Around the World in Eighty Days
by Jules Verne
In Around the World in Eighty Days, Phileas Fogg rashly bets his companions £20,000 that he can travel around the entire globe in just eighty days, and he is determined not to lose. Breaking the well-established routine of his daily life, the reserved Englishman immediately sets off for Dover, accompanied by his hot-blooded French manservant, Passepartout. Traveling by train, steamship, sailboat, sledge, and even elephant, they must overcome storms, kidnappings, natural disasters, Sioux attacks, and the dogged Inspector Fix of Scotland Yard to win the extraordinary wager.From goodreads.com
Around the World in Eighty Days is a fabulous adventure full of suspense set during the heights of British Empire.
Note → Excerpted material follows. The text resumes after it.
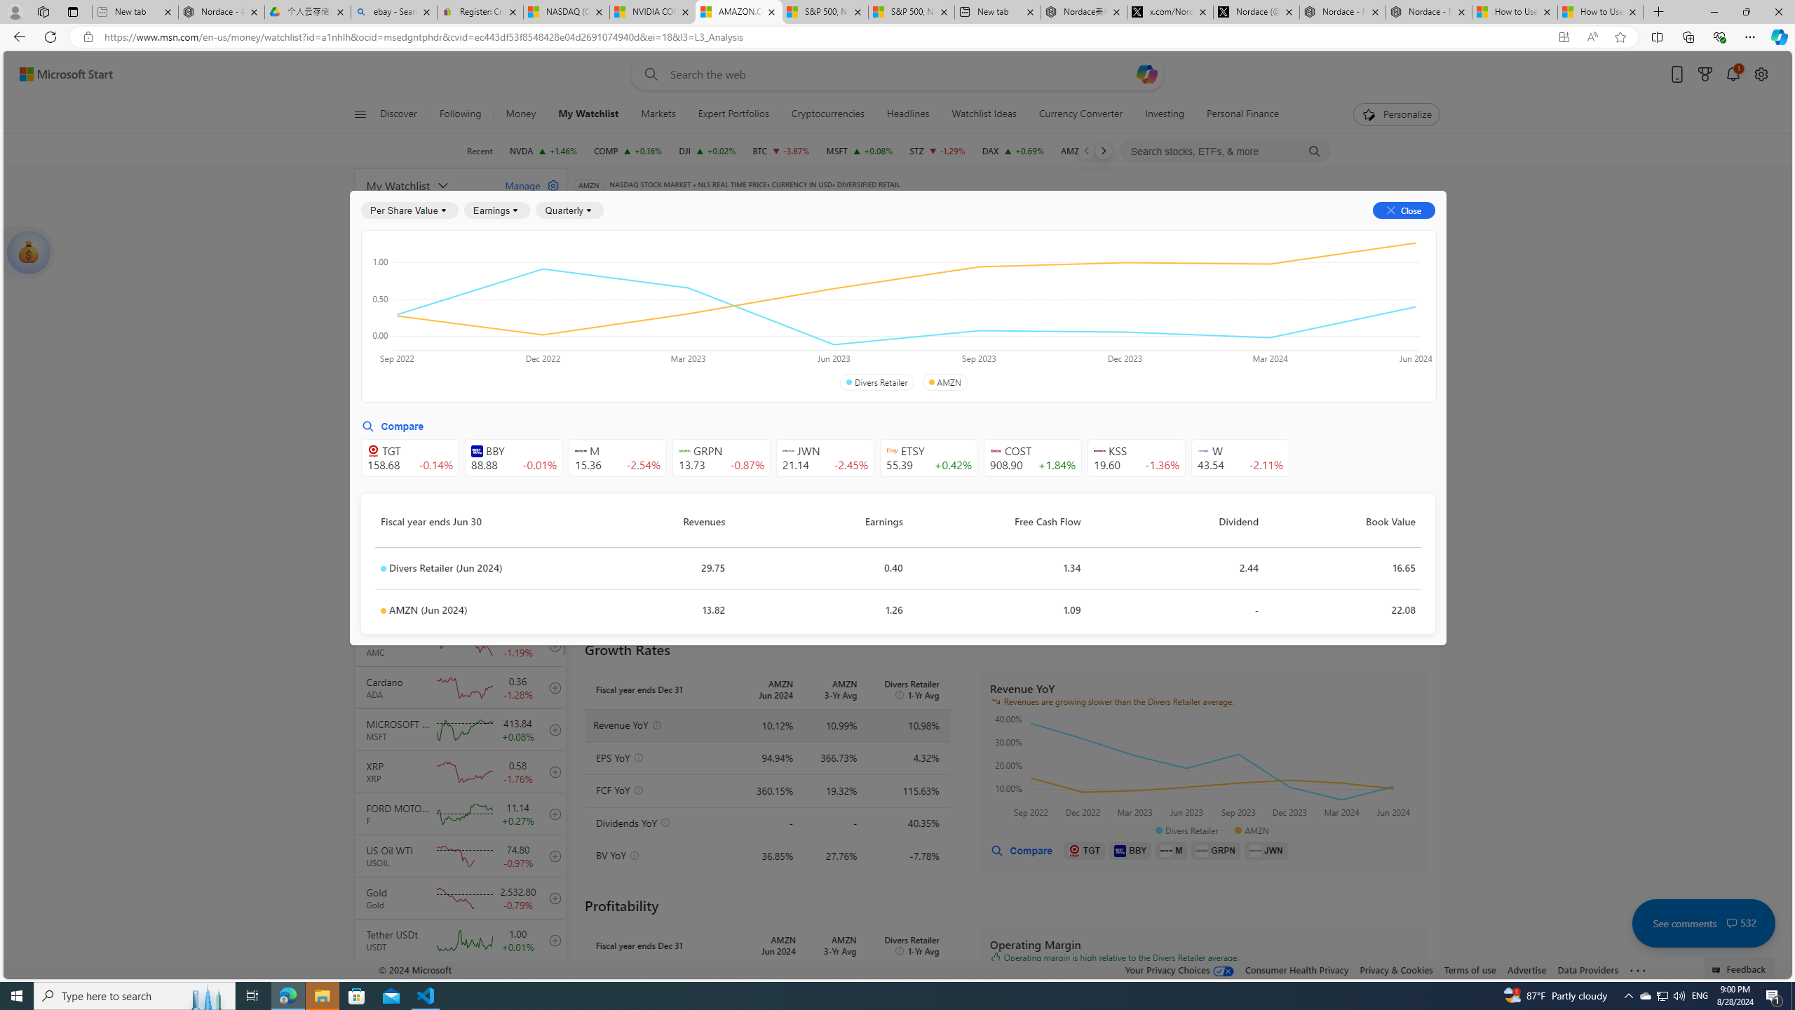  I want to click on Notifications, so click(1733, 74).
This is the story about honorable, heroic and ingenious gentlemen for whom it seems to be no obstacle that cannot be overcame. It is about friendship and loyalty, about gentle and beautiful lady, remorseless enemies and of cause the race against the time. This is all flavored with cultures around the world and spiced with grand crime. What can be better?
I didn’t like Jules Verne when I was a child. The only book of his that was able to finish was Twenty Thousand Leagues under the Sea out of countless that I started to read. One of the unfinished in my childhood book was Around the World in Eighty Days. I didn’t like Jules Verne, because of his encyclopedia- like descriptions that bored and annoyed me. Jules Verne’s books for me never were a fictional works, but rather textbooks wrapped up in fiction. Nevertheless, despite his descriptions of steamboat and what kind of mileage it can do or the percentage of salt in the lake, I loved Around the World in Eighty Days this time I read it.
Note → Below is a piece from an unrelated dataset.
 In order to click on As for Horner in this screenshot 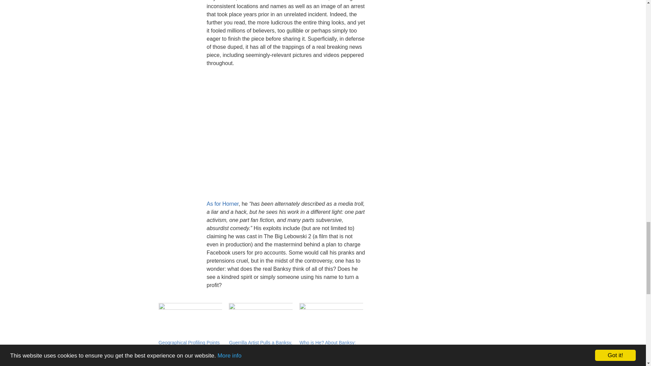, I will do `click(223, 204)`.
It is undeniably curious to look at the world with the eyes of the person who lived in 1872 and while doing so you could not agree more with Phileas Fogg that the world has definitely shrank. Even though the tremendous research that Jules Verne must have done to write this book is recognizably valuable, I think that the characters he created deserve much more attention.
Phileas Fogg is rational and punctual, the person of habits, for whom nothing, as it seems, can be unexpected, interesting or amazing, except for his goal and his habits. Passepartout – a full of life and humor, a person with a brave and open heart. These two quite opposite characters complete each other nicely and enchant sometimes too dry descriptions, bringing story to life.
To everyone who hasn’t read this – read it! Read it yourself. If you have children – read it to them and bring alone an atlas, it should be fun for them to follow Phileas Fogg and Passepartout’s journey around the world.